MIT molten metal production spinout Boston Metal has drawn funding from the Engine in its first publicly disclosed funding round.

Boston Metal, a US-based molten metal production technology spinout from Massachusetts Institute of Technology, obtained $20m yesterday in a series A round featuring the institute’s Engine startup incubator. The round was led by venture fund Breakthrough Energy Ventures and also included capital from VC firm Prelude Ventures. Founded in 2012 as Boston Electrometallurgical, Boston Metal is commercialising a molten oxide electrolysis (Moe) process which converts raw oxide metals into molten products by using electricity rather than a blast furnace. The spinout’s Moe technique relies on a cell filled with molten oxides specifically selected for the purpose of processing a given feedstock into its molten form. These oxides melt with the feedstock upon interaction with incoming electronics, leaving a fluid of the desired metal which can then be extracted from the cell’s base through a tap hole. Molten metals are cast by foundries to create solid metal products of the desired shape. Boston Metal currently operates a semi-industrial Moe processing fleet at its headquarters and will use the capital to drive construction of its first industrial-scale system at the same location. The money will also go towards scaling up Boston Metal’s technology, which it believes will win adoption as a no-emissions source of molten steel. Boston Metal’s co-founders include Antoine Allanore, associate professor of metallurgy in the Department of Materials Science and Engineering, and Donald Sadoway, a professor of materials chemistry in the same department.

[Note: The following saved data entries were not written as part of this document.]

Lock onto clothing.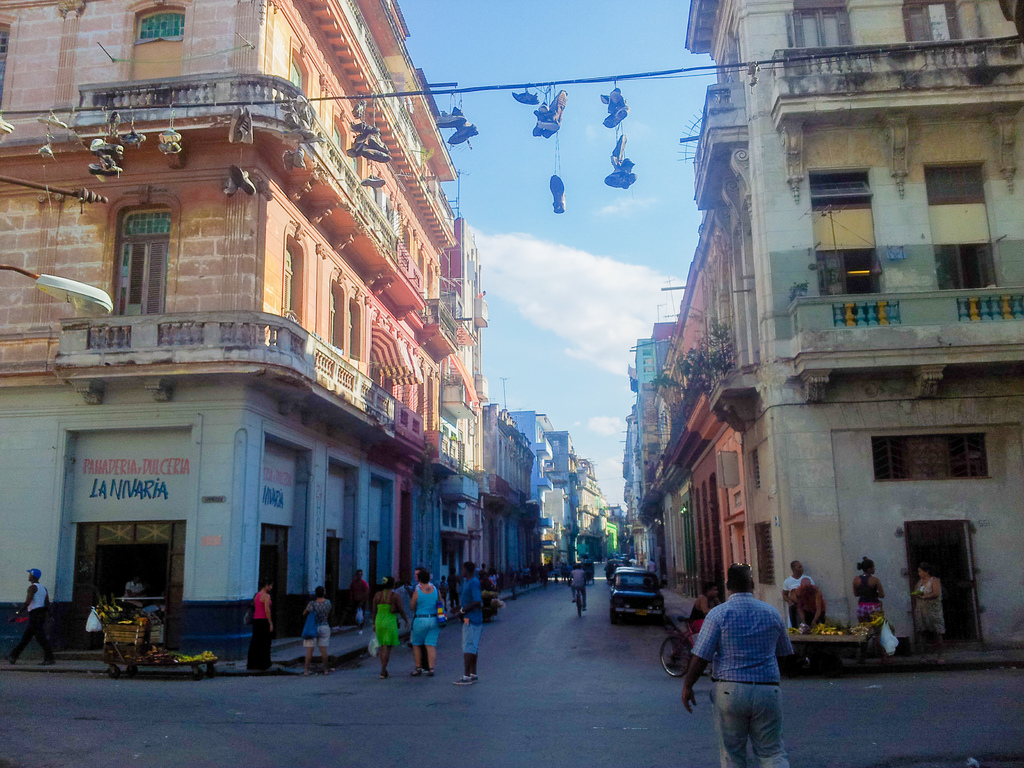
Locked: [x1=458, y1=576, x2=486, y2=653].
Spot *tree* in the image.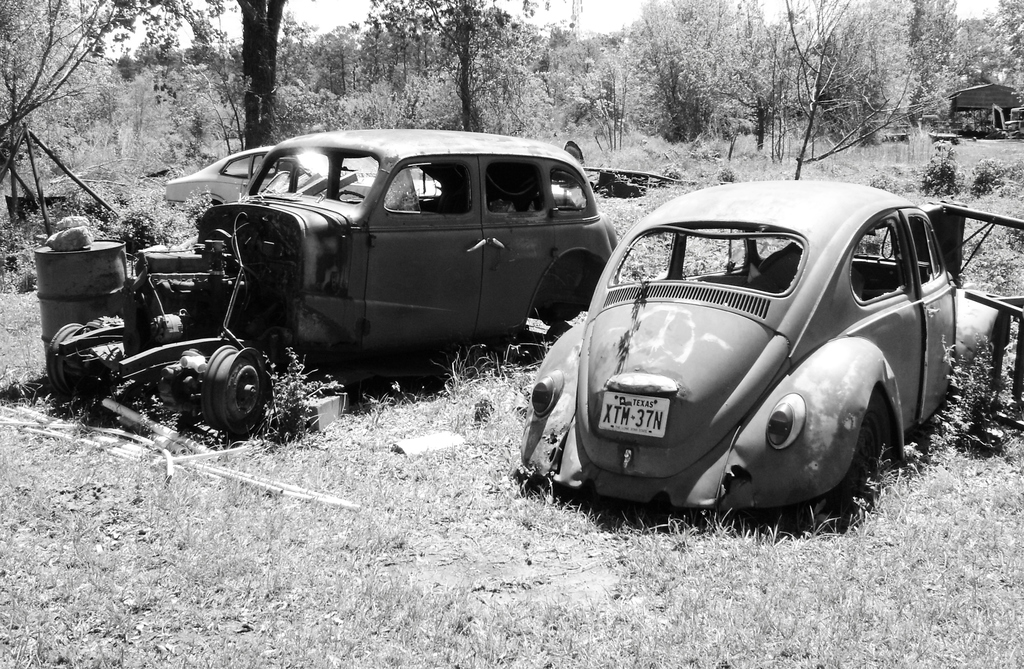
*tree* found at box=[111, 0, 298, 151].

Tadeu Carneiro, chief executive of Boston Metal, said: “Boston Metal’s Moe technology will offer the steel industry a modular, low-cost and zero-emissions solution for the production of high-tonnage steel. “Steel is and will remain one of the staples of modern society, but the production of steel today produces over two gigatons of CO2. The same fundamental method for producing steel has been used for millennia, but Boston Metal is breaking that paradigm by replacing coal with electrons.”